Indeed, what is striking about the real list of leading top-flight goalscorers is the spread of eras and how the exceptional domestic feats even of post-war goalscorers like Ian Rush, Geoff Hurst, Tony Cottee, Denis Law and Nat Lofthouse have become comparatively forgotten. Dixie Dean's 310 goals in 362 games between the two world wars is also jaw-dropping and too easily overlooked.

The greatest casualty in terms of recent recognition, however, is undoubtedly still Greaves. 

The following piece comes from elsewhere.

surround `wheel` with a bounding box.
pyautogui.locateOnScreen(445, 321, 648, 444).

His all-time record for goals across the ‘big five’ European leagues was actually only recently broken by Lionel Messi and Cristiano Ronaldo. Just stop and think about that. An English footballer - Jimmy Greaves - stands with only Messi and Ronaldo in the entire history of football as one of the leading three goalscorers in the major European club leagues.

Of the individual league records, it is also only Messi, with his La Liga record of 432, and Gerd Muller with 365 Bundesliga goals, who stand above Greaves’s haul in English club football of 357.

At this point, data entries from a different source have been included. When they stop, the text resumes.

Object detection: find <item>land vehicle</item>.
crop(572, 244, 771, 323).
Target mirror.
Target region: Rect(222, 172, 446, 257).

Greaves should be nationally revered and yet few people now seem to remember any of this, with BBC and Sky Sports (as well often as the wider media) invariably content to stick with less meaningful but more easily sourced reference points.

It is good to sometimes get the shorter-term context - and no one is disputing Shearer’s status among the very best British goalscorers - but then you wonder how an obsession with current and recently retired players impacts in other areas. 

Greaves also played in the England team that won the World Cup. He won Serie A, two FA Cups and the European Cup Winners Cup. He is now very ill and, although he might not much care, has somehow never been honoured. 

Shearer, with his one Premier League title and relentlessly plugged Premier League goalscorer’s record, is a CBE and there is a statue of him outside St James’ Park. 

Kane, with no silverware or records as yet, is an MBE. 

No one wants to wallow unnecessarily in the past and pretend that things were much better in yesteryear. But when something was, as with Greaves’ phenomenal goalscoring record, shouldn’t we also sometimes say so and ensure that is the true standard by which emerging greats like Aguero and Kane are measured?

Jimmy Greaves, Chelsea"Will he sink the putt?" and "Will he play in the World Cup Final?" are two questions that Jimmy Greaves poses for his team-mates. Jimmy gives an immediate answer to the first when training with other England men at Roehampton, London. The answer to the second lies with the inscrutable Alf Ramsey.Chelsea forward Jimmy Greaves, 1957. (Photo by Don Morley/Getty Images)England manager Walter Winterbottom talking to Chelsea striker Jimmy Greaves during a training session at Arsenal's Highbury stadium ahead of a match with Scotland.Jimmy Greaves, ChelseaJohn-Sillett-and-Jimmy-Greaves.jpgEngland's Jimmy Greaves enjoys a glass of beer at a pre-tournament functionEngland's Jimmy Greaves (r) offers some advice to comedian Norman Wisdom (l) on heading the ball.